How does one find large files that have been deleted but are still open in an application? How can one remove such a file, even though a process has it open?
The situation is that we are running a process that is filling up a log file at a terrific rate. I know the reason, and I can fix it. Until then, I would like to rm or empty the log file without shutting down the process.
Simply doing rm output.log
removes only references to the file, but it continues to occupy space on disk until the process is terminated. Worse: after rm
ing I now have no way to find where the file is or how big it is! Is there any way to find the file, and possibly empty it, even though it is still open in another process?
I specifically refer to Linux-based operating systems such as Debian or RHEL.
lsof -p <pid>
to list its open files and their sizes. The deleted file will have a(deleted)
next to it. The deleted file will be linked at/proc/<pid>/fd/1
probably. I don't know how to make a process stop writing to its file descriptor without terminating it. I would think that would depend on the process.rm
ed files that are still open?lsof | grep "(deleted)"

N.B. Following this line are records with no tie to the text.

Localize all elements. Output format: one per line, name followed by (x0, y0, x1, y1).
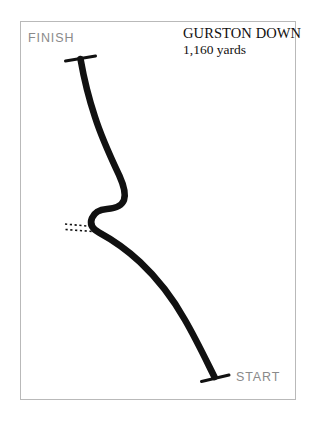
course-length: 1,160 yards (183, 42, 295, 58)
venue-title: GURSTON DOWN (183, 25, 295, 41)
map-frame-border (20, 21, 296, 400)
title-block: GURSTON DOWN 1,160 yards (183, 25, 295, 58)
finish-label: FINISH (28, 31, 74, 45)
course-map-page: FINISH START GURSTON DOWN 1,160 yards (0, 0, 315, 423)
start-label: START (236, 370, 280, 384)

. When there are no more processes holding a deleted file open, the kernel will free up the inode and disk blocks. Processes do not have "handlers" by which they can be notified that an open, essentially locked file, have been removed from disk.lsof | grep '(deleted)'
works on Linux as well. On Linux, you can be notified of file deletion (even files that already don't have any entry in any directory other than /proc/some-pid/fd anymore) with the inotify mechanism (IN_DELETE_SELF event)somefile
and opened it in VIM, thenrm
ed it in another bash process. I then runlsof | grep somefile
and it is not in there, even though the file is open in VIM.